How do I paste a column of text after a different column of text in Vim?
VimVim Problem Overview
I have two columns full of text, and I want to get them side-by-side. For example, I have
abc
def
ghi
and
123
456
789
and I want
123 abc
456 def
789 ghi
All I can find is how to paste the same line onto the end of every line in a column. I can't figure out how to paste a multi-line block of text on the end of another column.
Vim Solutions
Solution 1 - Vim
I was wondering why "visual block mode" wasn't working for me. The key is to yank (or delete) in visual mode.

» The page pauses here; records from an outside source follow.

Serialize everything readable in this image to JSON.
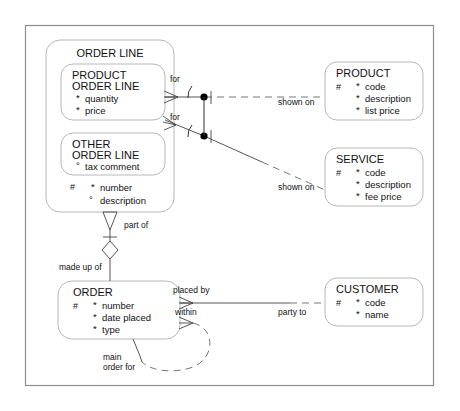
{
  "diagram": {
    "notation": "Barker",
    "frame": {
      "present": true,
      "color": "#8d8d8d"
    }
  },
  "entities": [
    {
      "id": "order_line",
      "name": "ORDER LINE",
      "attributes": [
        {
          "marker": "#",
          "optionality": "*",
          "name": "number"
        },
        {
          "marker": "",
          "optionality": "°",
          "name": "description"
        }
      ]
    },
    {
      "id": "product_order_line",
      "name_line1": "PRODUCT",
      "name_line2": "ORDER LINE",
      "attributes": [
        {
          "marker": "",
          "optionality": "*",
          "name": "quantity"
        },
        {
          "marker": "",
          "optionality": "*",
          "name": "price"
        }
      ]
    },
    {
      "id": "other_order_line",
      "name_line1": "OTHER",
      "name_line2": "ORDER LINE",
      "attributes": [
        {
          "marker": "",
          "optionality": "°",
          "name": "tax comment"
        }
      ]
    },
    {
      "id": "product",
      "name": "PRODUCT",
      "attributes": [
        {
          "marker": "#",
          "optionality": "*",
          "name": "code"
        },
        {
          "marker": "",
          "optionality": "*",
          "name": "description"
        },
        {
          "marker": "",
          "optionality": "*",
          "name": "list price"
        }
      ]
    },
    {
      "id": "service",
      "name": "SERVICE",
      "attributes": [
        {
          "marker": "#",
          "optionality": "*",
          "name": "code"
        },
        {
          "marker": "",
          "optionality": "*",
          "name": "description"
        },
        {
          "marker": "",
          "optionality": "*",
          "name": "fee price"
        }
      ]
    },
    {
      "id": "order",
      "name": "ORDER",
      "attributes": [
        {
          "marker": "#",
          "optionality": "*",
          "name": "number"
        },
        {
          "marker": "",
          "optionality": "*",
          "name": "date placed"
        },
        {
          "marker": "",
          "optionality": "*",
          "name": "type"
        }
      ]
    },
    {
      "id": "customer",
      "name": "CUSTOMER",
      "attributes": [
        {
          "marker": "#",
          "optionality": "*",
          "name": "code"
        },
        {
          "marker": "",
          "optionality": "*",
          "name": "name"
        }
      ]
    }
  ],
  "relationships": [
    {
      "id": "pol_product",
      "from_label": "for",
      "to_label": "shown on"
    },
    {
      "id": "pol_service",
      "from_label": "for",
      "to_label": "shown on"
    },
    {
      "id": "ol_order",
      "from_label": "part of",
      "to_label": "made up of"
    },
    {
      "id": "order_cust",
      "from_label": "placed by",
      "to_label": "party to"
    },
    {
      "id": "order_recurs",
      "from_label": "within",
      "to_label_line1": "main",
      "to_label_line2": "order for"
    }
  ],
  "labels": {
    "for_1": "for",
    "for_2": "for",
    "shown_on_1": "shown on",
    "shown_on_2": "shown on",
    "part_of": "part of",
    "made_up_of": "made up of",
    "placed_by": "placed by",
    "party_to": "party to",
    "within": "within",
    "main": "main",
    "order_for": "order for"
  }
}
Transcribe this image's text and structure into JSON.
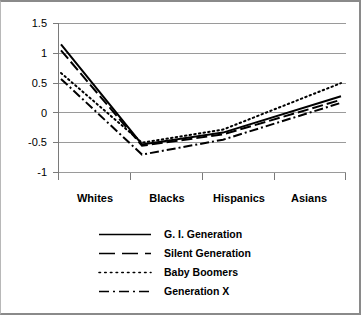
{
  "chart_data": {
    "type": "line",
    "title": "",
    "xlabel": "",
    "ylabel": "",
    "categories": [
      "Whites",
      "Blacks",
      "Hispanics",
      "Asians"
    ],
    "ylim": [
      -1,
      1.5
    ],
    "yticks": [
      "1.5",
      "1",
      "0.5",
      "0",
      "-0.5",
      "-1"
    ],
    "ytick_values": [
      1.5,
      1,
      0.5,
      0,
      -0.5,
      -1
    ],
    "grid": true,
    "legend_position": "bottom",
    "series": [
      {
        "name": "G. I. Generation",
        "style": "solid",
        "values": [
          1.15,
          -0.53,
          -0.33,
          0.28
        ]
      },
      {
        "name": "Silent Generation",
        "style": "dashed",
        "values": [
          1.05,
          -0.55,
          -0.36,
          0.22
        ]
      },
      {
        "name": "Baby Boomers",
        "style": "dotted",
        "values": [
          0.67,
          -0.5,
          -0.28,
          0.5
        ]
      },
      {
        "name": "Generation X",
        "style": "dash-dot",
        "values": [
          0.57,
          -0.7,
          -0.45,
          0.17
        ]
      }
    ]
  },
  "axis": {
    "y_labels": [
      "1.5",
      "1",
      "0.5",
      "0",
      "-0.5",
      "-1"
    ],
    "x_labels": [
      "Whites",
      "Blacks",
      "Hispanics",
      "Asians"
    ]
  },
  "legend": {
    "entries": [
      {
        "label": "G. I. Generation",
        "style": "solid"
      },
      {
        "label": "Silent Generation",
        "style": "dashed"
      },
      {
        "label": "Baby Boomers",
        "style": "dotted"
      },
      {
        "label": "Generation X",
        "style": "dash-dot"
      }
    ]
  },
  "colors": {
    "line": "#000000",
    "grid": "#9a9a9a",
    "axis": "#7a7a7a",
    "background": "#ffffff"
  }
}
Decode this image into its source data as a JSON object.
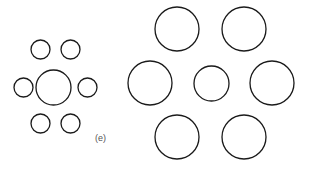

I find myself needing to copy some stuff from excel columns having variable lengths. Here's how I do it:
Names
Donald Knuth
Sebastian Thrun
Peter Norvig
Satoshi Nakamoto
Age
100
50
60
45
Let's say you want to put the second column after the first.
- Yank it in visual mode:
- Move cursor to the beginning of
Age
- Press
Ctrl + v
to enter visual mode - Move cursor to
5
in45
- Press
y
to yank (ord
to delete)
You have now yanked in visual mode.
- Paste (in normal mode)
-
Move to the end of the first line and add more spaces because it's shorter than the second line for example. If you paste a "block" without adding extra spaces, it will overwrite the "run" in Sebastian Thrun.
-
Now you're on the first line, insert a few spaces after the last character. Make sure you're not in insert mode and hit
p
to paste the block. (If you want to paste in insert mode, usectrl+r "
)
Solution 2 - Vim
Use visual block (ctrl-v
) to cut the letter column. Then move to the first line of the number column. Move to the end and make one space. Then paste the letter column.
Solution 3 - Vim
If you're on a Mac and can't figure out why the paste is inserting the block in new lines, it's because you're using the system pasteboard.
No problem, just yank/paste with buffers:
- Ctrlv - select what you want to yank
- "lettery - yank into
letter
buffer - Go to where you want to paste
- "letterp - paste from
letter
buffer
Make sure that letter
is not +
as that is the system pasteboard buffer and thus it will have the same effect.
Solution 4 - Vim
You have:
abc
def
ghi
123
456
789
Move your cursor onto the a
. Then CTRL+V
, and move your cursor to i
. Press y
.
Next, add a space after the 3
character, and press p
.
Done.
Solution 5 - Vim
This may seem obvious, but if you are pasting from an externally copied buffer it will not work with just visual mode paste. What you can do is first do a normal paste in an empty area and vertical cut/paste using the above method.
Solution 6 - Vim
If you'd like to manually set the register type to say blockwise, use this
:call setreg(0, getreg(0), 'b')
or
:call setreg('*', getreg('*'), 'b')
Useful for pasting a column from a spreadsheet editor.
See :help setreg
and vimtip for details.
Solution 7 - Vim
If your columns are different lengths and it is cumbersome to align them to use the blockwise copy and paste, you can search-and-replace while getting rows from the clipboard.
For the rows in the most upvoted answer:
Names
Donald Knuth
Sebastian Thrun
Peter Norvig
Satoshi Nakamoto
you can do :'<,'>s/$/\=getreg('"',1,1)[line("'<")-line('.')]
, which substitutes end-of-line with the contents of the default register indexed (linewise) by start-of-visual-selection '<
minus the line number the substitution is happening on .
.
This would result in NamesAge
etc., so to also add a space, you can join strings in vim with .
. :'<,'>s/$/\=' '.getreg('"',1,1)[line("'<")-line('.')]
gives you
Names Age
Donald Knuth 45
Sebastian Thrun 60
Peter Norvig 50
Satoshi Nakamoto 100
This is of course more useful for more complex cases, like substituting keys in dictionaries of key-value pairs.